Breaking stereotypes

In 2010, Casablanca became home to the entertainment media website WeLoveBuzz, which covers a wide range of topics such as culture, sports, politics, relationships, lifestyle and technology. Driss Slaoui founded it with the aim of it becoming the “BuzzFeed of the Arab world,” according to Slaoui.

“Years ago, people visited websites directly. Today, they click on direct links to content proposed by Facebook,” Slaoui says.

Reaching more than one million followers on Facebook, WeLoveBuzz focuses on the “average Moroccan,” according to Slaoui, though it has often been accused of producing useless content.

“The purpose is to entertain Moroccans, not just the French-speaking part, not just the Arabic-speaking part, not just the elite,” Slaoui says.

Slaoui defends his website by stressing that WeLoveBuzz has larger goals of producing thought-provoking articles such as “10 Gender Stereotypes on Moroccan Women We Shouldn’t Have.”

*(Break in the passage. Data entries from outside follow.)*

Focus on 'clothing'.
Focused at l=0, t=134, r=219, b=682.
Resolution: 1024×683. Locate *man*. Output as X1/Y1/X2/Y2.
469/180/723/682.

WeLoveBuzz “wants to educate people, on women’s empowerment for example. Trying to tell people how to think is not the best way. We want to change attitudes”.

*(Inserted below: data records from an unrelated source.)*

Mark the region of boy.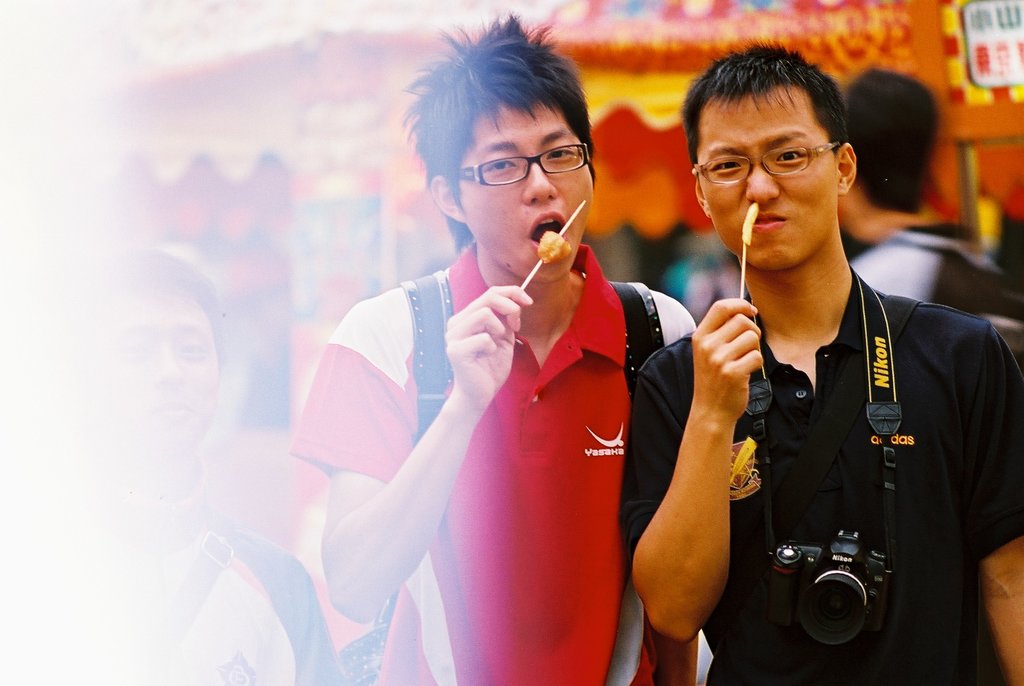
Region: Rect(316, 35, 729, 655).
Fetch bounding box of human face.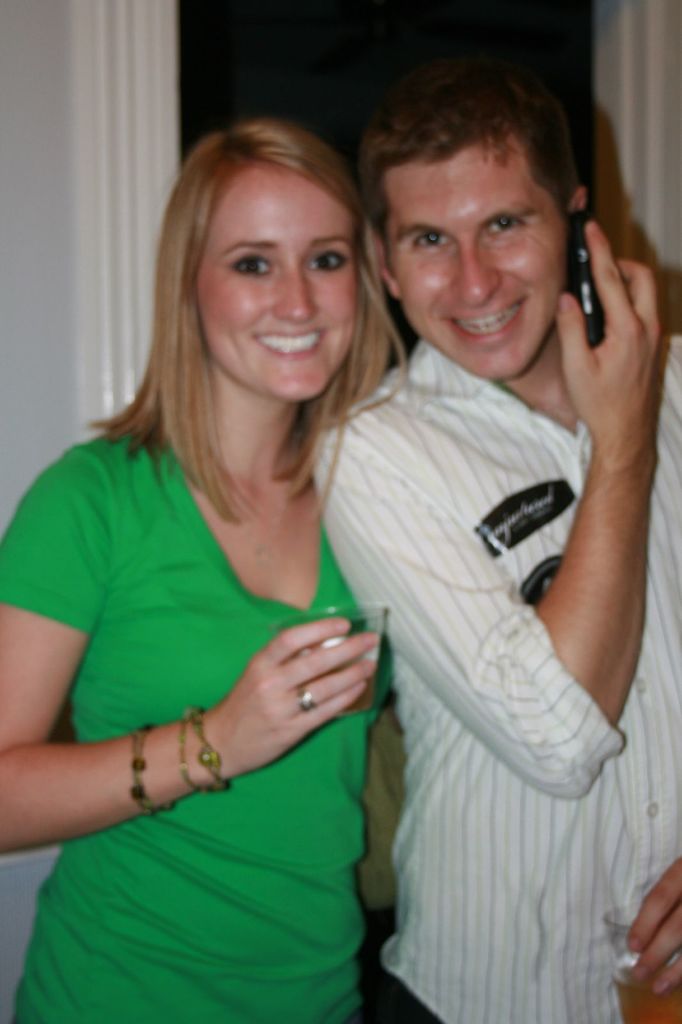
Bbox: box(191, 154, 369, 398).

There are others attempting to encourage Moroccan women to break stereotypes, such as Houda Chaloun, with her adventure-laden blog The Moroccan Nomad.

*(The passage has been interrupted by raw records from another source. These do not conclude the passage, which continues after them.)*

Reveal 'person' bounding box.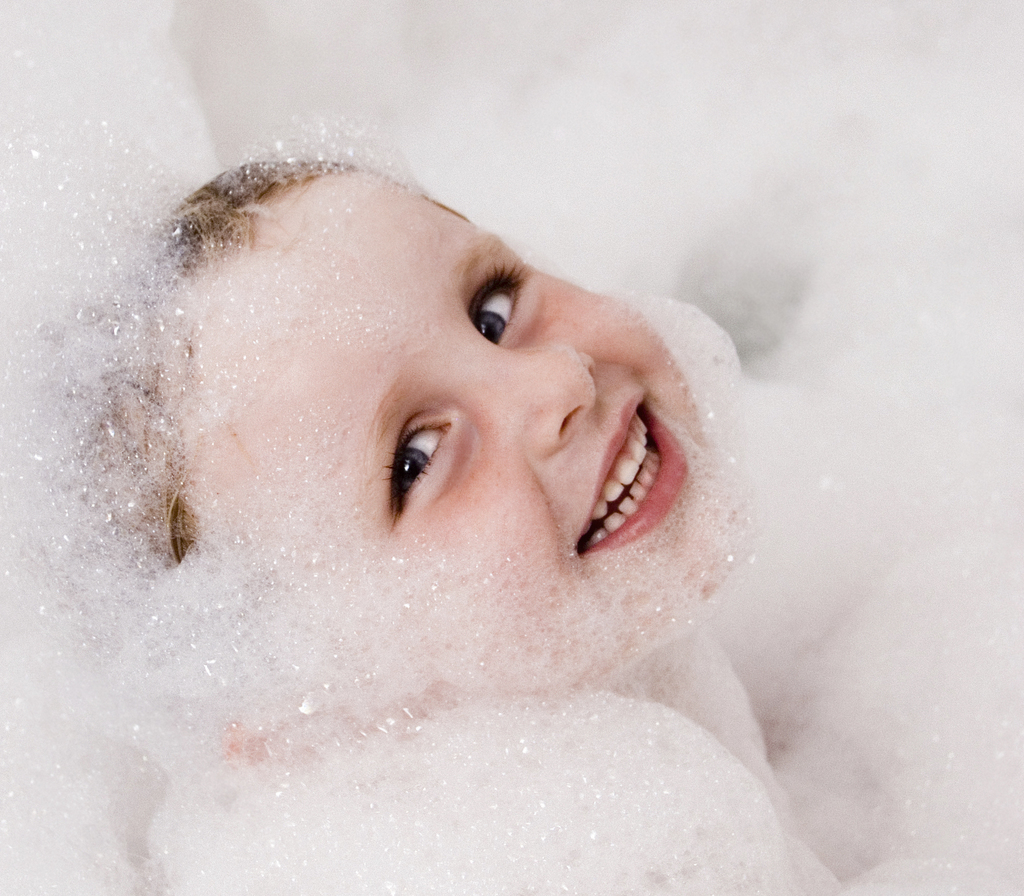
Revealed: (50,156,749,767).
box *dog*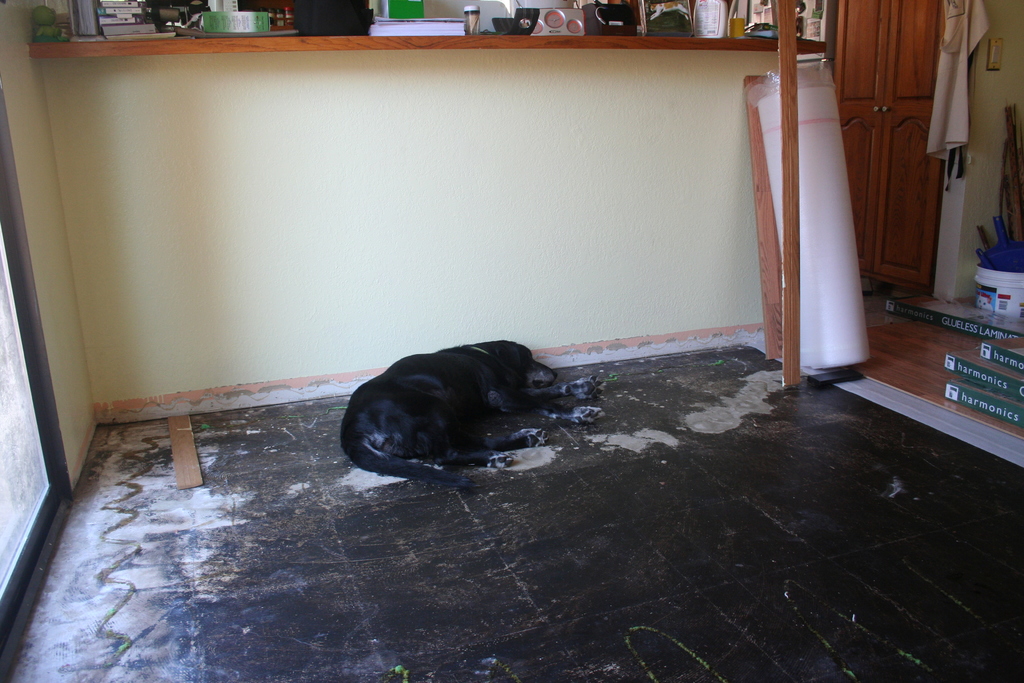
[x1=342, y1=338, x2=602, y2=490]
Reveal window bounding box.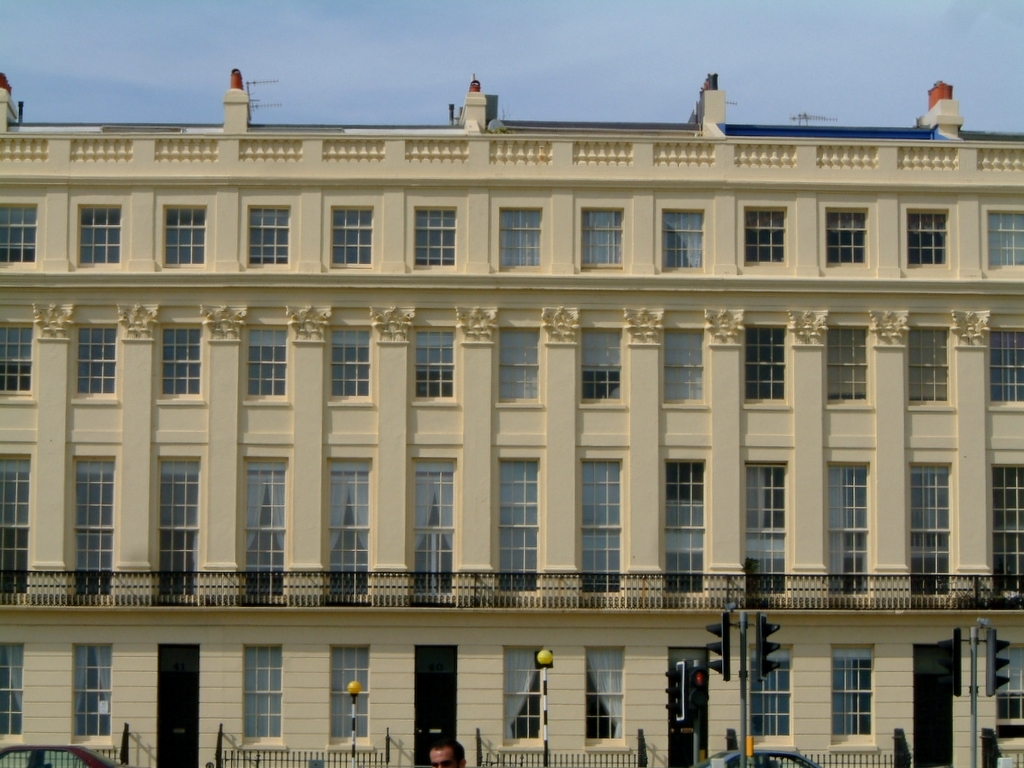
Revealed: x1=985 y1=457 x2=1023 y2=595.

Having previously worked as an IT engineer, Chaloun left everything three years ago to become a travel blogger. So far, Chaloun has visited more than 30 countries including Antarctica, Peru, Italy, Jordan, Turkey, Panama, and the USA.

Convinced that social networks can be a powerful tool for sparking social progress, she also founded an interactive webzine called Les Voyageuses in December. The webzine aims to inspire Maghrebi women.

Through the Facebook page she established, women can share advice or simply have community discussions.

“There are a large number of Moroccan Facebook pages that share jokes and fun content. It is what works well,” admits Chaloun, disappointed by the way Moroccans consume content on social media.

“To counter a difficult social atmosphere, it is normal for people to mostly consume entertaining and light content on the internet,” she explains.

But Chaloun believes that there is also space for content like hers, which provides useful and valuable information for Maghrebi women wanting to travel.

Moroccan children play online videogames, use social media and watch videos on computers at a five seat cybercafe in the old medina of Casablanca (MEE/Sebastian Castelier)

Poverty and lack of access

In an internet cafe in the old medina of Casablanca, some teenagers are working on five computers that seem to be between 10 and 15 years old. The hourly cost to use them is five Moroccan dirhams ($0.54).

With neither a smartphone nor a computer to call his own, Zoubir, a 16-year-old high school student, has been coming to the cafe since the age of seven.

“Coming here, and especially on Facebook, gives me a chance to speak with my friends and follow the news. For example, there are pages which share historical information about my district,” he adds.

Mr El Hadaoui, who has managed the internet cafe for two years, says that most of his customers do not have internet access at home.

According to the National Telecommunications Regulatory Agency, around 68 percent of the Moroccan population was connected to the internet in 2016.

The old medina lies in the remaining 32 percent, where it is common for residents to not have internet access in their homes because they can’t afford it.

‘New world’

 

About a 10-hour drive from the growing digital ecosystem of Casablanca, a 4G antenna has been recently installed in the small mountainous village of Ait Daoud.

“I discover new websites and use Google, Facebook, and Whatsapp,” says Ibrahim Zerroual, who runs a coffee shop in the village. “You speak with people, you check the weather report, newspapers – it is like seeing a new world,” he says.

According to Zerroual, in the past, just being connected to an antenna was a difficult feat. Late into the night, young people would climb up the surrounding hills to connect to the antenna of a nearby village.

“Before, we would send letters and wait fifteen days for a reply,” says Zerroual with a wide smile, comparing the arrival of the internet to the arrival of electricity.

In Morocco, the digital and communication revolution is changing how people live and how they see the world. For digital pioneers like Amine Benboubker it can’t happen soon enough.